30 YEARS OF UNFULFILLED PROMISES MUST END NOW
30 YEARS OF UNFULFILLED PROMISES MUST END NOW. IT IS TIME FOR CONCRETE PRO-POOR NATIONAL DEVELOPMENT STRATEGIES AND PROGRAMMES
Statement by the Trust for Community Outreach and Education and Inyanda National Land Movement
This statement reflects the views of the Trust for Community Outreach and Education (TCOE) and thousands of South Africans involved in the movements the TCOE works with. The TCOE is a non-governmental organisation that works with the Inyanda National Land Movement, a land movement that includes mostly landless people in rural areas in five provinces (under traditional authorities in former homelands and coloured reserves as well as areas under municipalities), farm workers and dwellers, smallholder producers and fishers, and the Rural Women’s Assembly (RWA).

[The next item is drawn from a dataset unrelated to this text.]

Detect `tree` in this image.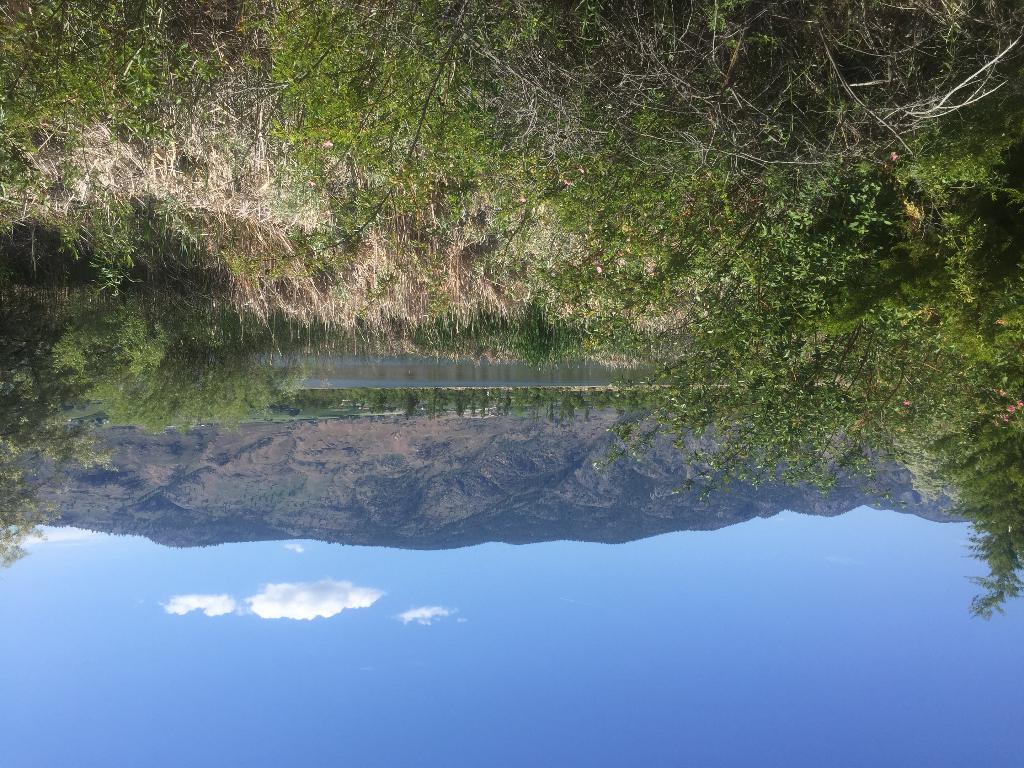
Detection: region(0, 305, 112, 581).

The President must recall that this year’s State of the Nation Address will be the 31st since the official end of apartheid and transition to a parliamentary democracy, during which poor South Africans have been bombarded with endless unfulfilled promises for a better life. Yet, more than eight million South Africans are drowning in poverty and unemployment, manifestations of structural violence imposed by the state. This is a betrayal of all those who died for national liberation in the past years and have brought the ANC to power.

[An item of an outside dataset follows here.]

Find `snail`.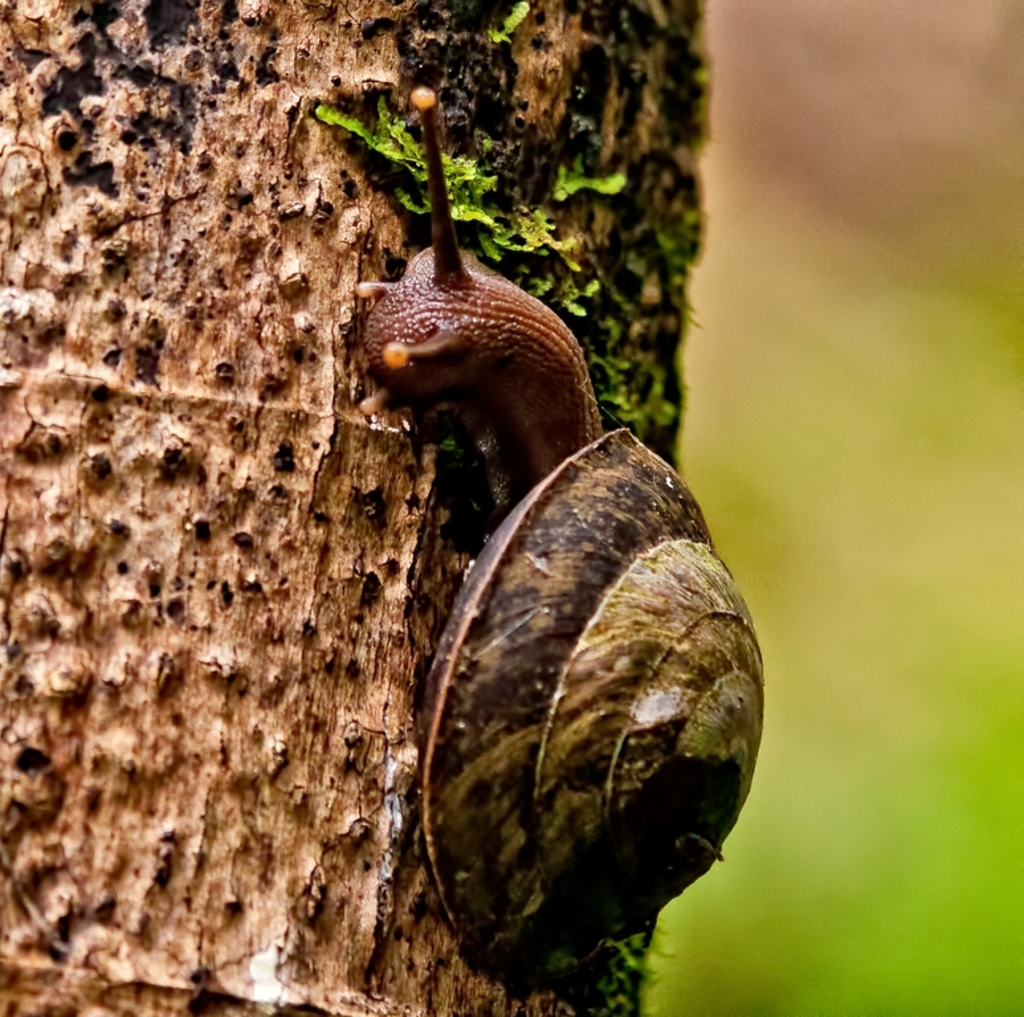
347:78:767:984.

Mr President, the needs and rights of the impoverished in South Africa have been continually marginalised for the past 31 years. Thus, we expect that the SONA address will deal with the issues outlined below.

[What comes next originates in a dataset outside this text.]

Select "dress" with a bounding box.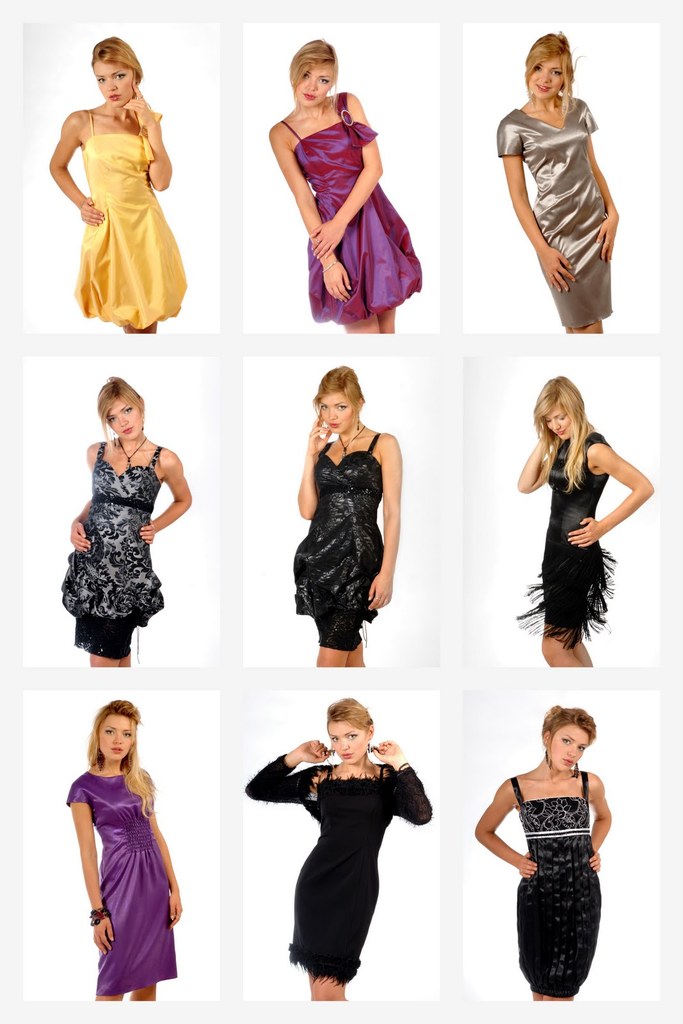
(73, 113, 185, 333).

Land, poverty, austerity budget, energy transition and economic outlook
Land reform has fallen far below the political promises of the ANC post-apartheid government. Despite sustained criticism and demands from the dispossessed landless, backed by credible research from progressive academics, the government’s land reform pathway is a failure. The promised 30 per cent land redistribution has not been met after 30 years. The land reform budget has declined over the years despite growing demand for land and an increase in land prices demanded by proponents of “market related” compensation. Whilst the President recently signed the Land Expropriation Act, it is doubtful that it will help the cause for land reform at a larger scale and that it will benefit the landless in accessing fertile agricultural land. How will the Act strengthen the land tenure rights of farm workers and dwellers who constantly face eviction, and the land rights of rural people and halt their victimisation by traditional authorities who collude with capital in grabbing rural land away from its owners?
The President’s address must take tune from various court judgements and clarify the powers of traditional authorities as they are key facilitators of ongoing land grabbing in communal areas from the legitimate owners and perpetuating land dispossession. Moreover, the President needs to address the lack of clear policy on commonage land, which is being sold, leased and monopolised by white industrial farmers, resourced and politically connected people.
Access to land is one of the instruments the President must use to address historical dispossession, continued economic marginalisation and inequalities, poverty and widespread hunger and malnutrition. All of these continue to have a black face – with black women at the bottom of the hierarchy of continued patriarchal capitalist violence. The SONA address must deal with the lack of support from government departments to smallholder producers and small fishers who defend and promote alternative agroecological models of production and include water access and rights of small producers, ending the monopolisation of water by white commercial farmers and big industry.